I don't see why you're being downvoted. Aside from being a little inflammatory your premise is correct.
It's not a secret companies do not want to hire Americans. Americans are expensive, demand too many benefits like fair pay, healthcare, and vacations. They also are (mostly) at-will. H1B solves all these problem. When that doesn't work, there's 400 Infosys-likes available to export that labor cheaply. We have seen this with several industries, the last most prominent one being auto manufacture.
All that matters is that the next quarters earnings are more than the last. No one hates the American worker more than Americans. Other countries have far better worker protections than us.
I see no reason H1B couldn't be solved by having an high barrier to entry (500k one time fee) and maintenance (100k per year). Then, force them to be paid at the highest bracket in their field. If H1Bs are what it's proponents say - necessary for rare talent not found else where - then this fee should be pennies on the value they provide. I also see no reason we can't tax exported labor in a similarly extreme manner. If the labor truly can't be found in America the high price of the labor on tax and fee terms should be dwarfed by their added value.
If it is not the case that high fees and taxes on H1B and exported labor make sense then the only conclusion is the vast majority of H1Bs and exported labor are not "rare talent" and thus aren't necessary. They can come through the normal immigration routes and integrate into the workforce as a naturalized American.
What exactly are the normal immigration routes? Employment-based immigration (H1B) is the only avenue that makes sense for a skilled worker. And usually skilled immigrants are the ones a country wants to attract.
Ladybird is a pet project of no relevance to the web. there is no tech advantage, its just as riddled with vulnerabilities. chromium and webkit are the winners. you need a whole new ecosystem to get something different.
I think Ladybird is becoming more than that. It's actually helping set the web standard specifications straight in many cases and a from-scratch implementation will have its own advantages once it catches up. Which it will. There's no permanent winner as long as the standards are open.
Ladybird is playing catch-up with features already done years ago. They can either break compatability, or follow. Theyre following, which makes them yet another dead end.
1. reskin chromium, or webkit. firefox is dead tech, cannot be used for anything other than firefox, and is no longer a testing target. it is insane to continually play catch-up with companies 1000x the size of your team. V8 is now the standard JS engine, spidermonkey is an insecure time bomb and again not modular.
Brave got it right and then got it wrong with pushing crypto and its buggy.
2. Push for local AI. local tooling is going to get big when we get past the current drought. We need fast reactive systems not dependent on servers. Chatgpt is like gaming on the cloud - its still bad even when its good. Need to learn the meta and understand why people are buying 5090’s just to run agents.
3. Remove everyone that wont follow good engineering or otherwise is using your cashflow as jump. This means no diversity hiring. No h1b’s, no cultural or ethnic political warring. Ignore the fake resumes go for git history only. If its mass firing so be it theres no shortage.
4. youre going to make everyone very upset to get anything of value done.
in a properly functioning government old unused services must depart for new uses. The NPR and PBS you knew is gone - its completely different people, different management. if people want the idea it represented they have to go elsewhere to find it anyways.
The net got too big, the 90% got in because of facebook and google, and automated bots took over from there.
Either we create the fix, or the feds take it over. we need to sever the idea of a global internet. per-country and allied nations only.
anonymous cert-chain verified ID stored on device. problem fixed.
the reason we needed CVE is due to the fallacy of “99% are unexploitable”. memory and logic bugs are a time bomb. you dont need 1 big exploit, only a system that is put together poorly enough to have the bugs in the first place.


## Work order:
From the entries below, copy out all lines holding "abcd".

## Provided data:
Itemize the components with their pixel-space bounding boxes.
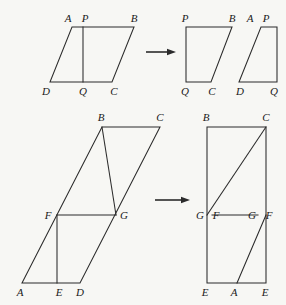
figure-bottom-result-0-label-e-8: E (261, 286, 269, 298)
figure-top-result-0: PBQC (181, 12, 236, 97)
figure-top-source-label-d-3: D (41, 85, 50, 97)
parallelogram-abcd-tall (22, 127, 160, 283)
figure-top-result-1-label-q-3: Q (270, 85, 278, 97)
figure-bottom-transform-arrow-head (181, 197, 190, 203)
figure-bottom-source-label-b-0: B (98, 111, 105, 123)
figure-bottom-result-0-label-e-6: E (201, 286, 209, 298)
figure-bottom-result-0: BCGFGFEAE (196, 111, 273, 298)
figure-bottom-source-label-g-3: G (120, 209, 128, 221)
figure-bottom-result-0-label-b-0: B (203, 111, 210, 123)
diagram-page: APBDQCPBQCAPDQBCFGAEDBCGFGFEAE (0, 0, 286, 305)
figure-bottom-source-label-c-1: C (156, 111, 164, 123)
figure-top-source-label-b-2: B (131, 12, 138, 24)
figure-bottom-source-label-a-4: A (16, 286, 24, 298)
figure-top-transform-arrow-head (167, 49, 176, 55)
figure-top-transform-arrow (146, 49, 176, 55)
segment-bg (102, 127, 116, 215)
figure-bottom-source-label-e-5: E (55, 286, 63, 298)
figure-bottom-result-0-label-c-1: C (262, 111, 270, 123)
figure-top-result-1: APDQ (235, 12, 278, 97)
figure-top-result-1-label-p-1: P (262, 12, 270, 24)
figure-bottom-source-label-f-2: F (44, 209, 52, 221)
figure-bottom-result-0-label-f-3: F (212, 209, 220, 221)
figure-bottom-source-label-d-6: D (75, 286, 84, 298)
figure-bottom-source: BCFGAED (16, 111, 165, 298)
figure-bottom-result-0-label-g-2: G (196, 209, 204, 221)
figure-top-result-0-label-p-0: P (181, 12, 189, 24)
figure-bottom-result-0-label-a-7: A (230, 286, 238, 298)
rectangle-pbcq (186, 27, 232, 82)
figure-top-source-label-q-4: Q (79, 85, 87, 97)
figure-bottom-result-0-label-f-5: F (265, 209, 273, 221)
figure-top-result-1-label-a-0: A (246, 12, 254, 24)
figure-top-result-0-label-c-3: C (208, 85, 216, 97)
rectangle-bcee (207, 127, 266, 283)
figure-top-source-label-a-0: A (64, 12, 72, 24)
piece-apqd (239, 27, 277, 82)
figure-top: APBDQCPBQCAPDQ (41, 12, 278, 97)
geometry-diagram: APBDQCPBQCAPDQBCFGAEDBCGFGFEAE (0, 0, 286, 305)
diagram-groups: APBDQCPBQCAPDQBCFGAEDBCGFGFEAE (16, 12, 278, 298)
figure-top-source-label-c-5: C (110, 85, 118, 97)
figure-bottom: BCFGAEDBCGFGFEAE (16, 111, 273, 298)
figure-top-result-0-label-q-2: Q (181, 85, 189, 97)
figure-top-result-1-label-d-2: D (235, 85, 244, 97)
figure-top-source-label-p-1: P (81, 12, 89, 24)
parallelogram-abcd (50, 27, 134, 82)
figure-top-source: APBDQC (41, 12, 138, 97)
figure-top-result-0-label-b-1: B (229, 12, 236, 24)
figure-bottom-result-0-label-g-4: G (248, 209, 256, 221)
diagonal-af (237, 215, 266, 283)
diagonal-gc (207, 127, 266, 215)
figure-bottom-transform-arrow (155, 197, 190, 203)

## Result for this exercise:
parallelogram-abcd-tall (22, 127, 160, 283)
parallelogram-abcd (50, 27, 134, 82)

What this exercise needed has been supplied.